A first glance into Nutanix storage
Once over lightly
SaaS data loss: The problem you didn’t know you had
What can we expect from the Nutanix Complete Cluster in a storage sense? Here's an instant review of what the documentation tells us.
Context
The Nutanix product does exactly what HP's P400 VSA does, only more so and in a full-bodied way. It virtualises direct-attached storage ( DAS) across servers to function as a storage area network for VMs in those servers. It uses dedicated flash for metadata and active data, disk drives for less active data, and 10gigE as a cluster interconnect.
The trend of bring storage and compute resources closer together was pioneered, among others, by Sun, with its Honeycomb NAS product. The trend of virtualising DAS into a SAN was pioneered by iSCSI SAN pioneer LeftHand Networks and its Virtual Storage Appliance (VSA), not to be confused with VMware's VSA.
Nutanix is not alone by the way, in creating a virtual SAN out of server flash and DAS disks. StoneFly has a virtual SAN appliance that uses Fusion-io PCIe flash drives plus the host server's hard disk drives.
It is ironic that Nutanix is using EMC-owned software – VMware – to build compute-plus-storage blocks aimed to replace EMC VMAX and VNX SAN storage arrays. Interestingly EMC could do a reverse-Nutanix by running app VMs on spare VMAX engines... in theory.
Three storage tiers
Nutanix says it has three kinds of storage media per node: 320GB Fusion-io PCIe flash, 300GB Intel SATA interface solid state drives (SSD), and five 1TB, 7,200rpm Seagate disk drives.
Why does it have two kinds of flash media? A Nutanix spokesperson said: "The 300GB Intel SSD is the boot SSD for each host. It also serves as swap space in case of high density VDI workloads. The PCIe SSD is the main workhorse of the system - the HOT (Heat Optimized tiering) Cache, Flash Store, metadata sits on the PCIe SSD."
Checking Fusion-io product specs, there are two products that could be used: a 320GB 2-bit muti-level cell (MLC) ioDrive, or a 320GB faster single-level cell (SLC) ioDrive Duo. It's actually the MLC ioDrive
Checking Intel's SSD products there appear to be two choices as well: the 320 – a 300GB 2-bit MLC desktop/notebook SSD – or the 710, again a 2-bit MLC product but using better-class NAND. Both have a 3Gbit/s SATA interface. Nutanix says the Intel 320 SSD is used
We're told the disk drives are 1TB, 7,200rpm SATA drives from Seagate. This is a 1TB Constellation drive according to Nutanix, a 4-platter drive as we understand it.
Next page: Flash cache use
COMMENTS
Why Nutanix is not like Stonefly or your typical VSAN appliance
Thanks for taking a look at Nutanix Complete Cluster, Chris, and hope we get a chance to show you the product in action soon. Maybe at vmworld?
We believe the comparison with Stonefly is not completely accurate, so wanted to share some more detail.

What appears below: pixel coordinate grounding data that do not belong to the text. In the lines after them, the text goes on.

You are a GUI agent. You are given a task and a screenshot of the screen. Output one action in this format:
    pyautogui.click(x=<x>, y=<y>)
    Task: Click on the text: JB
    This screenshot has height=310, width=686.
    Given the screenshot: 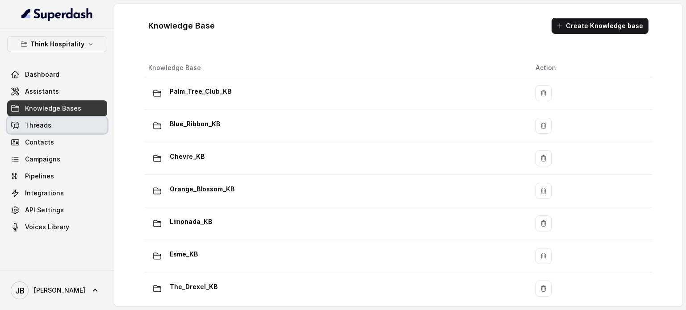 What is the action you would take?
    pyautogui.click(x=20, y=291)
    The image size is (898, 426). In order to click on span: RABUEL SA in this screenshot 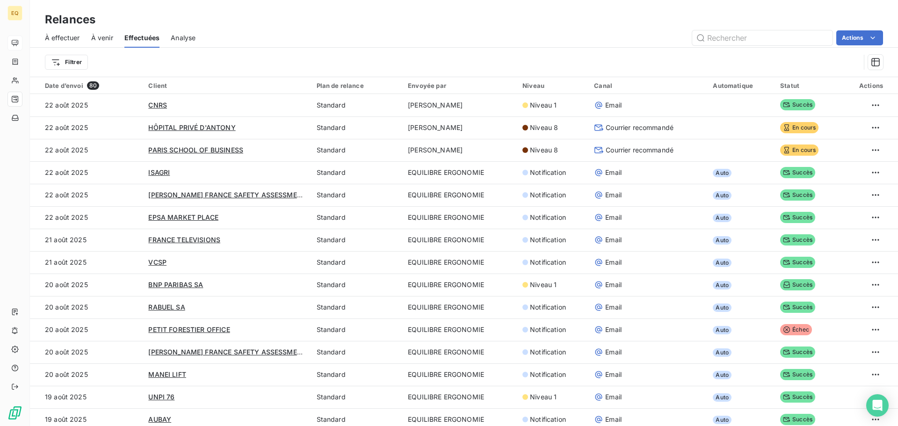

Stonefly seems to simply consume a server's worth of local PCIe SSD and then serve it up via an iSCSI target. In contrast, Nutanix provides a fully redundant , scale-out, clustered solution. That means that storage from PCIe SSD and accompanying SATA drives from all nodes across the cluster are aggregated and presented as a single name space & iSCSI target – what we call Scale-Out Converged Storage (SOCS). High performance comes from the VM data being constantly optimized to be local and simultaneously replicated and distributed across all nodes in the cluster for redundancy.
The Nutanix architecture leverages distributed systems techniques pioneered by Google (we have key architects, eg our CTO, who worked on GFS and Oracle Exadata), and can thus scale to hundreds of nodes seamlessly in a building-block architecture. Growing storage and compute resources is as simple as adding another node. With Stonefly, it seems that only one server is providing the data, and if that server dies, then down goes the entire population of VMs. Perhaps they can provide an active-active solution, two nodes, but they'd be limited in the long term in terms of scalability.
Feature-wise, we're providing enterprise-class functionality like HA, DR, thin provisioning, HOT (heat-optimized tiering), VM-based policies, backup and more to be announced soon, so to be clear, this is not meant to be an SMB solution, but rather a simpler, more scalable, and dramatically lower cost alternative to vBlocks/FlexPods, for enterprise virtualization use cases.